Rodgers has been rehabbing from his torn Achilles, and despite his initial hopes, wasn't healthy enough to be cleared to return to the field. The Jets though, decided to place him on the 53-man roster so that he could continue practicing. While perhaps beneficial, it took a spot away from someone on the fringes of the roster.
Unsurprisingly, given how sports media frequently criticizes him for virtually everything, he was hit hard for the roster choice.
But during his weekly appearance on The Pat McAfee Show, Rodgers said he had nothing to do with it; the Jets overruled what he wanted.
"I assumed I was gonna go on IR. I asked to be put on IR,” Rodgers said told McAfee. "There was a conversation ‘do you want to practice,’ and I said ‘not at the expense of somebody getting cut.’ I know how this works." He continued, "I didn’t feel like I needed to practice to continue my rehab. I could do on-the-field stuff on the side.
“But obviously I got overruled there, maybe it is what it is. That was an interesting situation. I called Nick right away, just said ‘I hope you know this isn’t coming from me. I asked them to put me on IR.'”
And he also had some thoughts on how sportswriters and their obsession with the COVID vaccine is playing a role too.

EAST RUTHERFORD, NJ - NOVEMBER 24: Aaron Rodgers looks on from the sideline during a game against the Miami Dolphins at MetLife Stadium. (Photo by Perry Knotts/Getty Images)

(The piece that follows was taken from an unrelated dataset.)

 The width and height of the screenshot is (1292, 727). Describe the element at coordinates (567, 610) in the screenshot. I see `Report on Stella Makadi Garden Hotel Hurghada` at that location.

Aaron Rodgers Thinks His Stance On Medical Freedom Impacts Criticism
Rodgers explained that he believes a lot of the, inaccurate, critiques of his supposed stealing of a roster spot goes back to his decision in 2021 to not get the COVID vaccine.

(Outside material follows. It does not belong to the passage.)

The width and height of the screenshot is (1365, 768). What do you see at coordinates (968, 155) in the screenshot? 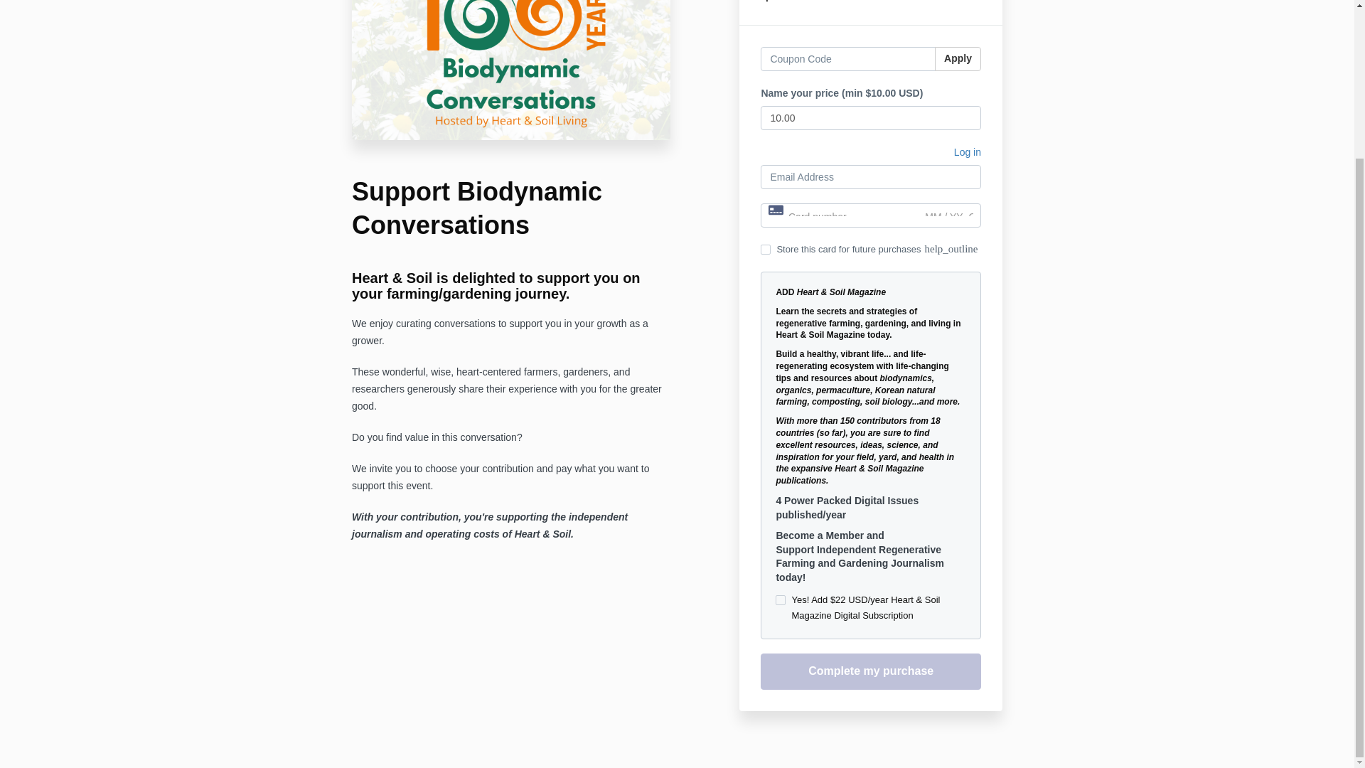
I see `Log in` at bounding box center [968, 155].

“Before they talk, let’s go back to 2021 and let’s make people say their vax status to start,” Rodgers said. “That’ll frame all these comments in the right window. Before they say something, let’s have them say, and ESPN is probably going to shut us off here, let’s have them say ‘hey, I’m so-and-so, double vaxxed with Pfizer and triple boosted, and my opinion is this guy is a bad guy because he just wanted to practice and took money away.’
“At least then you’d know, and everybody would know at that point, they have their puppet masters who are puppeteering them to say this certain thing about this guy, and they’re still upset about the fact that I believe in medical freedom. It’s the same tired narrative.”
And he certainly has a point. Prominent sports media commentators still bring up Rodgers' decision as a some kind of negative personality trait. Impressively, despite being repeatedly proven wrong about COVID over and over and over again, most NFL writers refuse to admit it.
Rodgers made a justifiable, easily defensible decision that had no impact on COVID spread on his team or around his family or others. But acknowledging that would undermine their reasoning and political ideologies, so it's discarded or ignored.
But that doesn't change reality. They were wrong about COVID vaccines, and wrong about the IR roster decision.